Impressionist and modern sales have been moving in a strange direction of late. Adopting marketing strategies that are unusual to say the least, they respond to a market where ‘high quality items are rare and demand is stronger than ever,’ as Thomas Seydoux, the Swiss private dealer, observes.
At the New York sales taking place on 15 and 16 May and which set the market trends for the next six months, we discover for instance, between greenish late-nineteenth century impressionist canvases and cubist-style portraits by Picasso, the first ever bookshelf at Sotheby’s modern auction.
Clearly this is not any ordinary item of furniture.
It is by Diego Giacometti (1902-1985), brother of sculptor Alberto, who devoted himself to the decorative arts.
Marc Barbezat, the publisher of Jean Genet’s earliest beautiful writings, ordered the bookshelf from Diego for his private house on the Ile Saint Louis In Paris circa 1966.
It is a large-format structure in gold patinated bronze topped by eight small figures of birds and trees.
Does this make it a piece of art?
Here it’s more the expected price (estimate $2 million) that confers this status upon the object.
‘It’s a unique vision from Diego imbued with a magnificent spirit. I call that a work of art,’ explains Simon Shaw, head of the Sotheby’s department worldwide, in perfect French, over the phone from New York.
The specialists are clearly keeping in mind the new record set at Christie’s on 6 March at the auction of Diego Giacometti works from the collection of couturier Hubert de Givenchy’s. A table with embellishments inspired by antiquity fetched 4.1 million euros.
This season at Christie’s in New York, don’t expect to find all the paintings by the Dada and surrealist artist Francis Picabia (1879-1953) in the same auction.
One, ‘Xanthe’, a 1929 canvas in the ‘transparencies’ series (estimate: $700,000) is part of the modern sale while the other ‘Adam and Eve’ (estimate: $1.5 million) a powerful figurative canvas from 1941-42 showing a naked couple, is going under the hammer on 17 May in the contemporary art sale.
One artist, two different placements.
I might add that Picabia’s oeuvre, following his extraordinary retrospective last summer in Zurich and this winter at MoMA New York, has been reappraised and his influence on contemporary art is more clearly visible.
Specialists are reporting that fakes are circulating on the market, however, making buyers more suspicious.
The other news in these sales is that impressionist art is back with a vengeance.
Over the past few years, Renoir had fallen out of fashion in the West, until the Chinese arrived on this market. According to Giovanna Bertazzoni from Christie’s, ‘Renoir, Monet, Van Gogh and Picasso are names that are in particularly high demand in China.
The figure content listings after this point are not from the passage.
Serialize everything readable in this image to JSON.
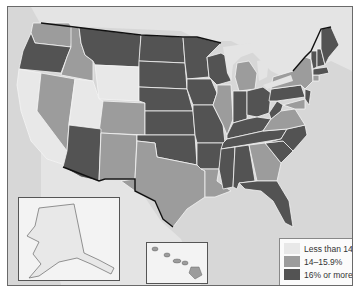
{
  "map": {
    "type": "choropleth",
    "region": "United States",
    "colors": {
      "ocean": "#d7d7d7",
      "land_foreign": "#e4e4e4",
      "low": "#e8e8e8",
      "mid": "#9c9c9c",
      "high": "#535353",
      "border": "#f4f4f4",
      "national_border": "#111111"
    },
    "legend": {
      "items": [
        {
          "label": "Less than 14%",
          "color": "#e8e8e8",
          "category": "low"
        },
        {
          "label": "14–15.9%",
          "color": "#9c9c9c",
          "category": "mid"
        },
        {
          "label": "16% or more",
          "color": "#535353",
          "category": "high"
        }
      ]
    },
    "states": {
      "low": [
        "California",
        "Utah",
        "Wyoming",
        "Alaska",
        "Hawaii"
      ],
      "mid": [
        "Washington",
        "Idaho",
        "Nevada",
        "Colorado",
        "New Mexico",
        "Texas",
        "Louisiana",
        "Illinois",
        "Michigan",
        "Georgia",
        "Virginia",
        "New York",
        "Maryland",
        "Delaware",
        "Connecticut"
      ],
      "high": [
        "Oregon",
        "Montana",
        "Arizona",
        "North Dakota",
        "South Dakota",
        "Nebraska",
        "Kansas",
        "Oklahoma",
        "Minnesota",
        "Iowa",
        "Missouri",
        "Arkansas",
        "Wisconsin",
        "Indiana",
        "Ohio",
        "Kentucky",
        "Tennessee",
        "Mississippi",
        "Alabama",
        "Florida",
        "South Carolina",
        "North Carolina",
        "West Virginia",
        "Pennsylvania",
        "New Jersey",
        "Maine",
        "Vermont",
        "New Hampshire",
        "Massachusetts",
        "Rhode Island"
      ]
    },
    "insets": [
      {
        "name": "Alaska",
        "category": "low"
      },
      {
        "name": "Hawaii",
        "category": "low"
      }
    ]
  }
}
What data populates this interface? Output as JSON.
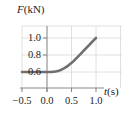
{
  "figure": {
    "name": "force-vs-time-graph",
    "background_color": "#ffffff"
  },
  "chart_data": {
    "type": "line",
    "title": "",
    "subtitle": "",
    "xlabel": "t(s)",
    "ylabel": "F(kN)",
    "xlabel_symbol": "t",
    "xlabel_unit": "(s)",
    "ylabel_symbol": "F",
    "ylabel_unit": "(kN)",
    "xlim": [
      -0.5,
      1.25
    ],
    "ylim": [
      0.5,
      1.08
    ],
    "xticks": [
      -0.5,
      0.0,
      0.5,
      1.0
    ],
    "xticklabels": [
      "−0.5",
      "0.0",
      "0.5",
      "1.0"
    ],
    "yticks": [
      0.6,
      0.8,
      1.0
    ],
    "yticklabels": [
      "0.6",
      "0.8",
      "1.0"
    ],
    "grid": true,
    "grid_color": "#d8d8d8",
    "legend": null,
    "legend_position": "none",
    "axis_color": "#8a8a8a",
    "series": [
      {
        "name": "force",
        "color": "#6f6f6f",
        "linewidth": 2.6,
        "x": [
          -0.5,
          -0.4,
          -0.3,
          -0.2,
          -0.1,
          0.0,
          0.05,
          0.1,
          0.15,
          0.2,
          0.25,
          0.3,
          0.35,
          0.4,
          0.45,
          0.5,
          0.55,
          0.6,
          0.65,
          0.7,
          0.75,
          0.8,
          0.85,
          0.9,
          0.95,
          1.0
        ],
        "y": [
          0.6,
          0.6,
          0.6,
          0.6,
          0.6,
          0.6,
          0.6,
          0.601,
          0.603,
          0.608,
          0.616,
          0.627,
          0.642,
          0.66,
          0.681,
          0.705,
          0.731,
          0.76,
          0.79,
          0.82,
          0.851,
          0.881,
          0.911,
          0.941,
          0.971,
          1.0
        ]
      }
    ],
    "annotations": []
  },
  "ticks": {
    "x": [
      {
        "label": "−0.5",
        "value": -0.5
      },
      {
        "label": "0.0",
        "value": 0.0
      },
      {
        "label": "0.5",
        "value": 0.5
      },
      {
        "label": "1.0",
        "value": 1.0
      }
    ],
    "y": [
      {
        "label": "1.0",
        "value": 1.0
      },
      {
        "label": "0.8",
        "value": 0.8
      },
      {
        "label": "0.6",
        "value": 0.6
      }
    ]
  }
}
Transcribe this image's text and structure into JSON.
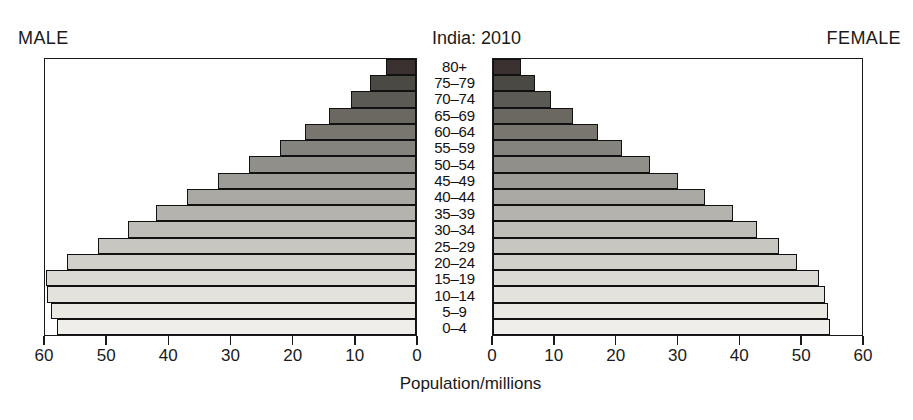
{
  "header": {
    "male_label": "MALE",
    "female_label": "FEMALE",
    "title": "India: 2010"
  },
  "axis": {
    "x_title": "Population/millions",
    "male_ticks": [
      "60",
      "50",
      "40",
      "30",
      "20",
      "10",
      "0"
    ],
    "female_ticks": [
      "0",
      "10",
      "20",
      "30",
      "40",
      "50",
      "60"
    ]
  },
  "chart_data": {
    "type": "bar",
    "subtype": "population-pyramid",
    "title": "India: 2010",
    "xlabel": "Population/millions",
    "ylabel": "",
    "xlim": [
      0,
      60
    ],
    "grid": false,
    "legend": false,
    "categories": [
      "0-4",
      "5-9",
      "10-14",
      "15-19",
      "20-24",
      "25-29",
      "30-34",
      "35-39",
      "40-44",
      "45-49",
      "50-54",
      "55-59",
      "60-64",
      "65-69",
      "70-74",
      "75-79",
      "80+"
    ],
    "series": [
      {
        "name": "MALE",
        "side": "left",
        "values": [
          58.0,
          59.0,
          59.6,
          59.8,
          56.5,
          51.5,
          46.5,
          42.0,
          37.0,
          32.0,
          27.0,
          22.0,
          18.0,
          14.0,
          10.5,
          7.5,
          4.9
        ]
      },
      {
        "name": "FEMALE",
        "side": "right",
        "values": [
          54.8,
          54.5,
          54.0,
          53.0,
          49.5,
          46.5,
          43.0,
          39.0,
          34.5,
          30.0,
          25.5,
          21.0,
          17.0,
          13.0,
          9.5,
          6.8,
          4.6
        ]
      }
    ],
    "bar_colors": [
      "#f0eeea",
      "#eae8e3",
      "#e4e2dc",
      "#dcdad4",
      "#d2d0ca",
      "#c8c6c0",
      "#bfbdb7",
      "#b5b3ad",
      "#aaa8a2",
      "#9e9c96",
      "#918f89",
      "#85837d",
      "#78766f",
      "#6a6861",
      "#5c5a54",
      "#4b4944",
      "#3a3030"
    ]
  }
}
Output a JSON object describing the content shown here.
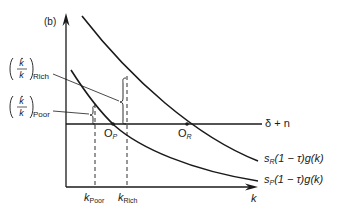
{
  "panel_label": "(b)",
  "axes": {
    "x_label": "k",
    "x_ticks": [
      {
        "base": "k",
        "sub": "Poor"
      },
      {
        "base": "k",
        "sub": "Rich"
      }
    ]
  },
  "curves": {
    "depreciation": {
      "label": "δ + n"
    },
    "rich": {
      "label_base": "s",
      "label_sub": "R",
      "label_rest": "(1 − τ)g(k)"
    },
    "poor": {
      "label_base": "s",
      "label_sub": "P",
      "label_rest": "(1 − τ)g(k)"
    }
  },
  "points": {
    "poor": {
      "base": "O",
      "sub": "P"
    },
    "rich": {
      "base": "O",
      "sub": "R"
    }
  },
  "annotations": {
    "rich_growth": {
      "sub": "Rich"
    },
    "poor_growth": {
      "sub": "Poor"
    }
  },
  "colors": {
    "ink": "#1a1a1a",
    "background": "#ffffff"
  }
}
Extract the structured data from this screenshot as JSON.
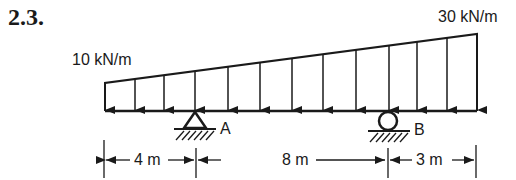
{
  "problem_number": "2.3.",
  "loads": {
    "left_intensity": "10 kN/m",
    "right_intensity": "30 kN/m",
    "arrow_x": [
      105,
      135,
      164,
      195,
      228,
      260,
      292,
      323,
      356,
      389,
      417,
      447,
      477
    ]
  },
  "supports": {
    "A": {
      "label": "A",
      "type": "pin"
    },
    "B": {
      "label": "B",
      "type": "roller"
    }
  },
  "dimensions": {
    "left_overhang": "4 m",
    "span": "8 m",
    "right_overhang": "3 m"
  }
}
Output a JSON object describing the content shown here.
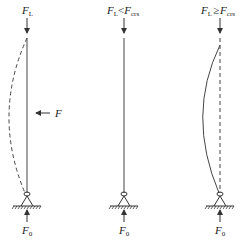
{
  "diagram": {
    "type": "column-buckling-illustration",
    "columns": [
      {
        "id": "left",
        "top_label": {
          "main": "F",
          "sub": "L"
        },
        "lateral_force_label": "F",
        "bottom_label": {
          "main": "F",
          "sub": "0"
        },
        "rod": "straight-solid",
        "deflected_shape": "dashed-bow-left"
      },
      {
        "id": "middle",
        "top_label": {
          "main": "F",
          "sub": "L",
          "relation": "<",
          "main2": "F",
          "sub2": "crs"
        },
        "bottom_label": {
          "main": "F",
          "sub": "0"
        },
        "rod": "straight-solid"
      },
      {
        "id": "right",
        "top_label": {
          "main": "F",
          "sub": "L",
          "relation": "≥",
          "main2": "F",
          "sub2": "crs"
        },
        "bottom_label": {
          "main": "F",
          "sub": "0"
        },
        "rod": "straight-dashed",
        "deflected_shape": "solid-bow-left"
      }
    ],
    "colors": {
      "stroke": "#333333",
      "background": "#ffffff"
    }
  }
}
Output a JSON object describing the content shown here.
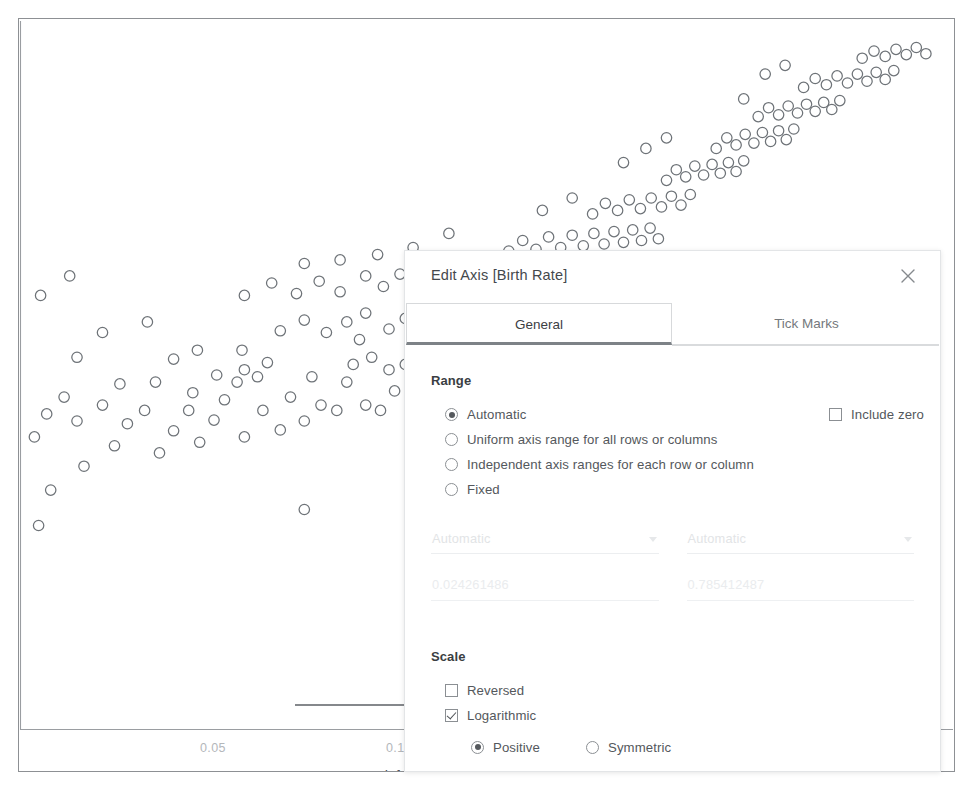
{
  "chart_data": {
    "type": "scatter",
    "title": "",
    "xlabel": "Infant Mortality Rate",
    "ylabel": "Birth Rate",
    "xscale": "log",
    "yscale": "linear",
    "xticks": [
      "0.05",
      "0.1",
      "0.2",
      "0.5"
    ],
    "xtick_values": [
      0.05,
      0.1,
      0.2,
      0.5
    ],
    "xlim": [
      0.024261486,
      0.785412487
    ],
    "grid": false,
    "legend": null,
    "marker": "open-circle",
    "marker_color": "#6e7378",
    "points": [
      [
        0.0272,
        0.47
      ],
      [
        0.0308,
        0.497
      ],
      [
        0.0256,
        0.53
      ],
      [
        0.03,
        0.548
      ],
      [
        0.0268,
        0.556
      ],
      [
        0.0345,
        0.52
      ],
      [
        0.0362,
        0.545
      ],
      [
        0.033,
        0.566
      ],
      [
        0.0286,
        0.575
      ],
      [
        0.0408,
        0.512
      ],
      [
        0.043,
        0.537
      ],
      [
        0.0386,
        0.56
      ],
      [
        0.0455,
        0.56
      ],
      [
        0.0352,
        0.59
      ],
      [
        0.0402,
        0.592
      ],
      [
        0.0474,
        0.524
      ],
      [
        0.05,
        0.549
      ],
      [
        0.0462,
        0.58
      ],
      [
        0.052,
        0.572
      ],
      [
        0.056,
        0.53
      ],
      [
        0.0545,
        0.592
      ],
      [
        0.06,
        0.56
      ],
      [
        0.0588,
        0.598
      ],
      [
        0.064,
        0.538
      ],
      [
        0.0665,
        0.575
      ],
      [
        0.03,
        0.62
      ],
      [
        0.033,
        0.648
      ],
      [
        0.0262,
        0.69
      ],
      [
        0.0292,
        0.712
      ],
      [
        0.056,
        0.606
      ],
      [
        0.061,
        0.614
      ],
      [
        0.07,
        0.548
      ],
      [
        0.0745,
        0.566
      ],
      [
        0.079,
        0.56
      ],
      [
        0.072,
        0.598
      ],
      [
        0.082,
        0.592
      ],
      [
        0.088,
        0.566
      ],
      [
        0.093,
        0.56
      ],
      [
        0.098,
        0.582
      ],
      [
        0.104,
        0.572
      ],
      [
        0.043,
        0.618
      ],
      [
        0.047,
        0.628
      ],
      [
        0.039,
        0.66
      ],
      [
        0.0505,
        0.6
      ],
      [
        0.0555,
        0.628
      ],
      [
        0.084,
        0.612
      ],
      [
        0.09,
        0.62
      ],
      [
        0.086,
        0.64
      ],
      [
        0.096,
        0.606
      ],
      [
        0.102,
        0.612
      ],
      [
        0.11,
        0.562
      ],
      [
        0.118,
        0.576
      ],
      [
        0.125,
        0.556
      ],
      [
        0.132,
        0.582
      ],
      [
        0.14,
        0.566
      ],
      [
        0.115,
        0.606
      ],
      [
        0.122,
        0.62
      ],
      [
        0.13,
        0.612
      ],
      [
        0.138,
        0.6
      ],
      [
        0.145,
        0.618
      ],
      [
        0.064,
        0.65
      ],
      [
        0.07,
        0.662
      ],
      [
        0.076,
        0.648
      ],
      [
        0.082,
        0.66
      ],
      [
        0.088,
        0.67
      ],
      [
        0.096,
        0.652
      ],
      [
        0.102,
        0.664
      ],
      [
        0.11,
        0.648
      ],
      [
        0.118,
        0.66
      ],
      [
        0.124,
        0.672
      ],
      [
        0.132,
        0.65
      ],
      [
        0.14,
        0.664
      ],
      [
        0.148,
        0.646
      ],
      [
        0.156,
        0.658
      ],
      [
        0.164,
        0.672
      ],
      [
        0.056,
        0.69
      ],
      [
        0.062,
        0.704
      ],
      [
        0.068,
        0.692
      ],
      [
        0.074,
        0.706
      ],
      [
        0.08,
        0.694
      ],
      [
        0.088,
        0.712
      ],
      [
        0.094,
        0.7
      ],
      [
        0.1,
        0.714
      ],
      [
        0.108,
        0.702
      ],
      [
        0.116,
        0.716
      ],
      [
        0.124,
        0.704
      ],
      [
        0.13,
        0.718
      ],
      [
        0.138,
        0.706
      ],
      [
        0.146,
        0.72
      ],
      [
        0.154,
        0.708
      ],
      [
        0.162,
        0.722
      ],
      [
        0.17,
        0.71
      ],
      [
        0.178,
        0.724
      ],
      [
        0.186,
        0.712
      ],
      [
        0.194,
        0.726
      ],
      [
        0.15,
        0.74
      ],
      [
        0.158,
        0.752
      ],
      [
        0.166,
        0.742
      ],
      [
        0.174,
        0.756
      ],
      [
        0.182,
        0.744
      ],
      [
        0.19,
        0.758
      ],
      [
        0.198,
        0.746
      ],
      [
        0.206,
        0.76
      ],
      [
        0.214,
        0.748
      ],
      [
        0.222,
        0.762
      ],
      [
        0.23,
        0.75
      ],
      [
        0.238,
        0.764
      ],
      [
        0.246,
        0.752
      ],
      [
        0.254,
        0.766
      ],
      [
        0.262,
        0.754
      ],
      [
        0.205,
        0.782
      ],
      [
        0.215,
        0.794
      ],
      [
        0.225,
        0.786
      ],
      [
        0.235,
        0.798
      ],
      [
        0.245,
        0.788
      ],
      [
        0.255,
        0.8
      ],
      [
        0.265,
        0.79
      ],
      [
        0.275,
        0.802
      ],
      [
        0.285,
        0.792
      ],
      [
        0.295,
        0.804
      ],
      [
        0.27,
        0.82
      ],
      [
        0.28,
        0.832
      ],
      [
        0.29,
        0.824
      ],
      [
        0.3,
        0.836
      ],
      [
        0.31,
        0.826
      ],
      [
        0.32,
        0.838
      ],
      [
        0.33,
        0.828
      ],
      [
        0.34,
        0.84
      ],
      [
        0.35,
        0.83
      ],
      [
        0.36,
        0.842
      ],
      [
        0.325,
        0.856
      ],
      [
        0.338,
        0.868
      ],
      [
        0.35,
        0.86
      ],
      [
        0.362,
        0.872
      ],
      [
        0.374,
        0.862
      ],
      [
        0.386,
        0.874
      ],
      [
        0.398,
        0.864
      ],
      [
        0.41,
        0.876
      ],
      [
        0.422,
        0.866
      ],
      [
        0.434,
        0.878
      ],
      [
        0.38,
        0.892
      ],
      [
        0.395,
        0.902
      ],
      [
        0.41,
        0.894
      ],
      [
        0.425,
        0.904
      ],
      [
        0.44,
        0.896
      ],
      [
        0.455,
        0.906
      ],
      [
        0.47,
        0.898
      ],
      [
        0.485,
        0.908
      ],
      [
        0.5,
        0.9
      ],
      [
        0.515,
        0.91
      ],
      [
        0.45,
        0.925
      ],
      [
        0.47,
        0.935
      ],
      [
        0.49,
        0.928
      ],
      [
        0.51,
        0.938
      ],
      [
        0.53,
        0.93
      ],
      [
        0.55,
        0.94
      ],
      [
        0.57,
        0.932
      ],
      [
        0.59,
        0.942
      ],
      [
        0.61,
        0.934
      ],
      [
        0.63,
        0.944
      ],
      [
        0.56,
        0.958
      ],
      [
        0.585,
        0.966
      ],
      [
        0.61,
        0.96
      ],
      [
        0.635,
        0.968
      ],
      [
        0.66,
        0.962
      ],
      [
        0.685,
        0.97
      ],
      [
        0.71,
        0.963
      ],
      [
        0.42,
        0.95
      ],
      [
        0.39,
        0.94
      ],
      [
        0.36,
        0.912
      ],
      [
        0.23,
        0.84
      ],
      [
        0.25,
        0.856
      ],
      [
        0.27,
        0.868
      ],
      [
        0.19,
        0.8
      ],
      [
        0.17,
        0.786
      ],
      [
        0.12,
        0.76
      ],
      [
        0.105,
        0.744
      ],
      [
        0.092,
        0.736
      ],
      [
        0.08,
        0.73
      ],
      [
        0.07,
        0.726
      ],
      [
        0.135,
        0.3
      ],
      [
        0.128,
        0.23
      ],
      [
        0.026,
        0.43
      ],
      [
        0.07,
        0.448
      ],
      [
        0.23,
        0.52
      ]
    ]
  },
  "dialog": {
    "title": "Edit Axis [Birth Rate]",
    "close_icon": "close-icon",
    "tabs": [
      {
        "label": "General",
        "active": true
      },
      {
        "label": "Tick Marks",
        "active": false
      }
    ],
    "range": {
      "section_label": "Range",
      "options": [
        {
          "label": "Automatic",
          "selected": true
        },
        {
          "label": "Uniform axis range for all rows or columns",
          "selected": false
        },
        {
          "label": "Independent axis ranges for each row or column",
          "selected": false
        },
        {
          "label": "Fixed",
          "selected": false
        }
      ],
      "include_zero": {
        "label": "Include zero",
        "checked": false
      },
      "start": {
        "mode": "Automatic",
        "value": "0.024261486",
        "disabled": true
      },
      "end": {
        "mode": "Automatic",
        "value": "0.785412487",
        "disabled": true
      }
    },
    "scale": {
      "section_label": "Scale",
      "reversed": {
        "label": "Reversed",
        "checked": false
      },
      "logarithmic": {
        "label": "Logarithmic",
        "checked": true
      },
      "log_types": [
        {
          "label": "Positive",
          "selected": true
        },
        {
          "label": "Symmetric",
          "selected": false
        }
      ]
    }
  },
  "annotations": [
    {
      "name": "arrow-to-include-zero",
      "target": "Include zero"
    },
    {
      "name": "arrow-to-logarithmic",
      "target": "Logarithmic"
    }
  ],
  "colors": {
    "marker_stroke": "#6e7378",
    "axis": "#9a9da1",
    "text": "#54585c",
    "tab_underline": "#7d8287"
  }
}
We estimate, for example, that prices for Renoir have risen by 20% in five years due to the effect of demand from China.’
Christie’s is auctioning three Renoir paintings on 15 May estimated at between $700,000 and $3 million.
It was also a private Chinese buyer, or two who bought two important works by Gustav Klimt (1862-1918) recently, one for $150 million – according to Bloomberg, it is the ‘Portrait of Adele Bloch Bauer’ (1912) owned by TV presenter Oprah Winfrey – and one for $170 million – possibly ‘Water Serpents’ (1904-1907), sold by Dmitry Rybolvlev, the Monaco-based oligarch, who purchased it in 2012 for 183 million euros according to the french Vanity Fair.
According to source in the Chinese business world, ‘major purchases such as these are orchestrated by companies wishing to expatriate large sums of money.’ One speaks about two conglomerates, the entertainment company Wanda and HNA group.
On 16 May Sotheby’s is auctioning a symbolist painting by Klimt that predates his ‘golden period’, which is the most valuable. Estimated at $7 million, ‘Woman in an Armchair’ (1897-98), shows a behatted female figure in a blur of reds.
Both auction houses are promoting a star lot this season.
At Christie’s it’s ‘The Sleeping Muse’ (1913), a rare sculpture by the romanian origin Constantin Brancusi estimated at $20 million. The glided bronze, an egg shape on which he’s drawn a few lines to form the features of a serene face, belongs to a French family, the heirs to Jacques Ulmann, who purchased the work in 1958.
In 2015 a plaster version of ‘The Sleeping Muse’ sold for $9.1 million.
At Sotheby’s the star of the show is a young and sensual nude, contorted by the brush of the Austrian painter Egon Schiele (1890-1918) against a flowery background.
He painted it at the age of 19. The work has been displayed until now in Philadelphia Museum of Art as a loan. The $30 million low estimate is not far off the record price for a Schiele – $35 million for a landscape. The rarity of canvases by this Austrian genius who died aged 28 could set a new yardstick on the market.
Comprising 52 lots, the evening impressionist and modern sale at Sotheby’s has a total low estimate of $178 million. The 53 lots at Christie’s are estimated at $200 million.